In Tunisia the spread of coronavirus continues at an alarming rate, with a huge surge of infections during the last few months, growing from 20 new cases per day in July to more than 2000 cases per day in Mid-October. The Tunisian Prime Minister Hichem Mechichi has announced a series of measures aiming at limiting the infections while Minister of Education Fethi Sallout proposed moving to distance learning in the event that schools needed to be closed, which turned out to be the case at the end of October. However, limited internet access and a shortage of digital devices in rural and peripheral regions in contrast to urban ones have raised questions about whether Sallout’s proposal is a realistic solution for Tunisia.
Pandemic widens education gap as it impacts rural and disadvantaged children further. The scene looks like a typical telephone call centre. Women and men sit before computers, headsets pinned to their ears, mouth-pieces ready and light projectors dangling from the ceiling.
UNFPA trained the Mpapa mothers’ group to mentor girls on reproductive health.
In a year of little good news, pockets of Malawi are bucking an uncomfortable trend.
A significant number of girls were dropping out of school each year to marry early or give birth, losing the best opportunity they had to carve a better future for themselves. Then came school closures brought about by a national lockdown to stop the spread of COVID-19. For many, the situation worsened.
A number of schools are struggling to maintain candidate classes after parents failed to pay tuition.
Mr Martine Okia Obore, the Association of Secondary School Headteachers of Uganda (ASSHU) chairperson, told Daily Monitor that the problem is widespread in both government-aided and private institutions.
A new report by the GPE-funded KIX Observatory on COVID-19 analyzes policies and practices in the education sector in 40 African countries to draw emerging evidence in the pandemic response.A new report by the GPE-funded KIX Observatory on COVID-19 analyzes policies and practices in the education sector in 40 African countries to draw emerging evidence in the pandemic response.
The World Bank Group is taking broad, fast action to help developing countries strengthen their pandemic response, increase disease surveillance, improve public health interventions, and help the private sector continue to operate and sustain jobs.
At least 200 million boys and girls, live in 31 countries which do not have the resources to deal with remote learning during any future emergency school closures, the UN Children’s Fund, UNICEF, said in a study released on Thursday.

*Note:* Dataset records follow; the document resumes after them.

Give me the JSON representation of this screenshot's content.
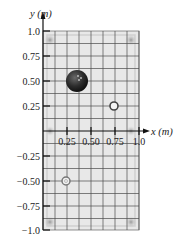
{
  "figure": {
    "y_axis_label": "y (m)",
    "x_axis_label": "x (m)",
    "y_ticks": [
      {
        "value": 1.0,
        "label": "1.0"
      },
      {
        "value": 0.75,
        "label": "0.75"
      },
      {
        "value": 0.5,
        "label": "0.50"
      },
      {
        "value": 0.25,
        "label": "0.25"
      },
      {
        "value": -0.25,
        "label": "−0.25"
      },
      {
        "value": -0.5,
        "label": "−0.50"
      },
      {
        "value": -0.75,
        "label": "−0.75"
      },
      {
        "value": -1.0,
        "label": "−1.0"
      }
    ],
    "x_ticks": [
      {
        "value": 0.25,
        "label": "0.25"
      },
      {
        "value": 0.5,
        "label": "0.50"
      },
      {
        "value": 0.75,
        "label": "0.75"
      },
      {
        "value": 1.0,
        "label": "1.0"
      }
    ],
    "objects": [
      {
        "name": "bowling-ball",
        "x": 0.25,
        "y": 0.5,
        "kind": "large-ball"
      },
      {
        "name": "small-ring-1",
        "x": 0.75,
        "y": 0.25,
        "kind": "ring"
      },
      {
        "name": "small-ring-2",
        "x": 0.25,
        "y": -0.5,
        "kind": "ring"
      }
    ],
    "colors": {
      "table": "#e6e6e6",
      "grid": "#555555",
      "axis": "#111111",
      "ball": "#2a2a2a"
    }
  }
}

At least 200 million school children live in 31 low- and middle-income countries that remain unprepared to deploy remote learning in future emergency school closures, according to a new UNICEF report
A telecommunication and mobile money services company, Airtel Africa, and the United Nations Children Fund (UNICEF) have announced a five-year pan-African partnership to help accelerate the roll-out of digital learning in schools through internet connection, as well as ensuring free access to learning platforms across 13 countries.
Eastern African region suffered during the Covid-19 pandemic, with education and social sector services interrupted and learning stopped for a duration of time.